In the days which followed, Jim Airth suffered all the pangs which come to a man who has made a decision prompted by pride rather than by conviction.
It had always seemed to him essential that a man should appear in all things without shame or blame in the eyes of the woman he loved. Therefore, to be obliged suddenly to admit that a fatal blunder of his own had been the cause, even in the past, of irreparable loss and sorrow to her, had been an unacknowledged but intolerable humiliation. That she should have anything to overlook or to forgive in accepting himself and his love, was a condition of things to which he could not bring himself to submit; and her sweet generosity and devotion, rather increased than soothed his sense of wounded pride.
He had been superficially honest in the reasons he had given to Myra regarding the impossibility of marriage between them. He had said all the things which he knew others might be expected to say; he had mercilessly expressed what would have been his own judgment had he been asked to pronounce an opinion concerning any other man and woman in like circumstances. As he voiced them they had sounded tragically plausible and stoically just. He knew he was inflicting almost unbearable pain upon himself and upon the woman whose whole love was his; but that pain seemed necessary to the tragic demands of the entire ghastly situation.

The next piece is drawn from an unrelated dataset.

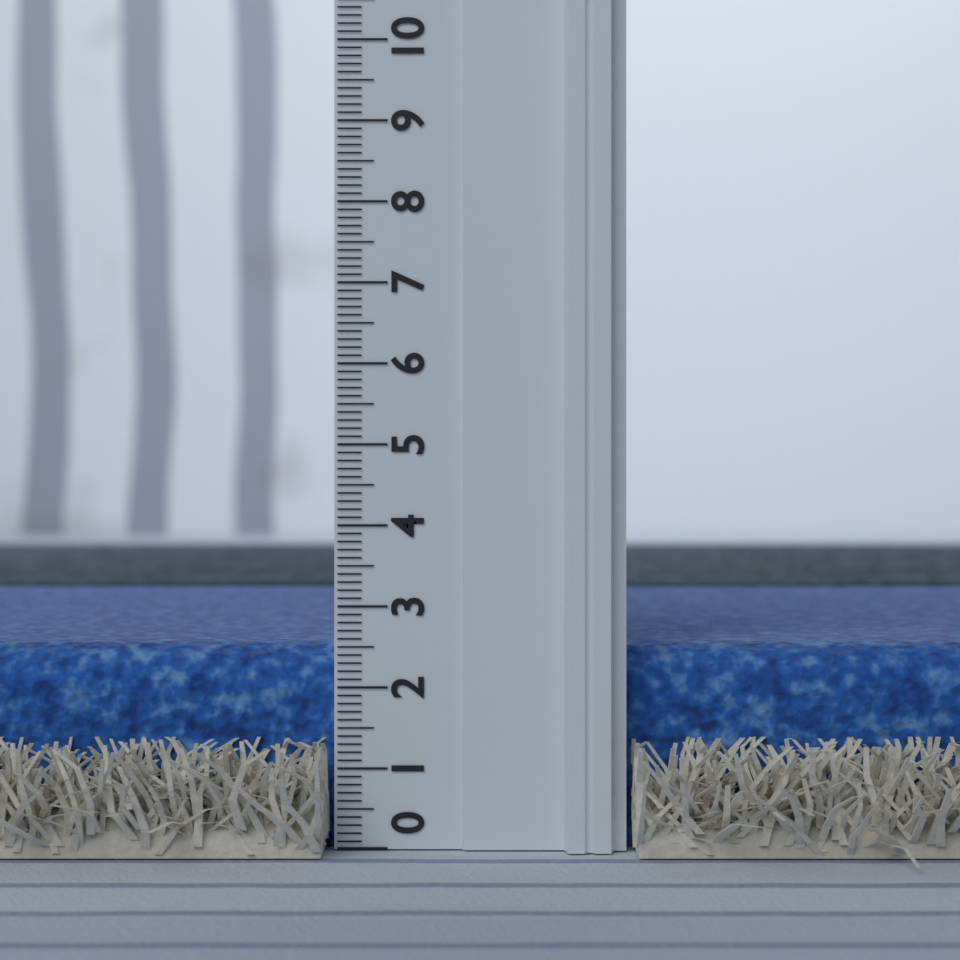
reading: 2.5 (no unit)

Only after he had finally left her and was on his way back to town, did Jim Airth realise that the pain he had thus inflicted upon her and upon himself, had been a solace to his own wounded pride. His had been the mistake, and it re-established him in his own self-respect and sense of superiority, that his should be the decision, so hard to make—so unfalteringly made—bringing down upon his own head a punishment out of all proportion to the fault committed.
But, now that the strain and tension were over, his natural honesty of mind reasserted itself, forcing him to admit that his own selfish pride had been at the bottom of his high-flown tragedy.
Myra’s simple loving view of the case had been the right one; yet, thrusting it from him, he had ruthlessly plunged himself and her into a hopeless abyss of needless suffering.
By degrees he slowly realised that in so doing he had deliberately inflicted a more cruel wrong upon the woman he loved, than that which he had unwittingly done her in the past.
Remorse and regret gnawed at his heart, added to an almost unbearable hunger for Myra. Yet he could not bring himself to return to her with this second and still more humiliating confession of failure.
His one hope was that Myra would find their separation impossible to endure, and would send for him. But the days went by, and Myra made no sign. She had said she would never send for him unless assured that coming to her would mean happiness to him. To this decision she quietly adhered.
In a strongly virile man, love towards a woman is, in its essential qualities, naturally selfish. Its keynote is, “I need”; its dominant, “I want”; its full major chord, “I must possess.”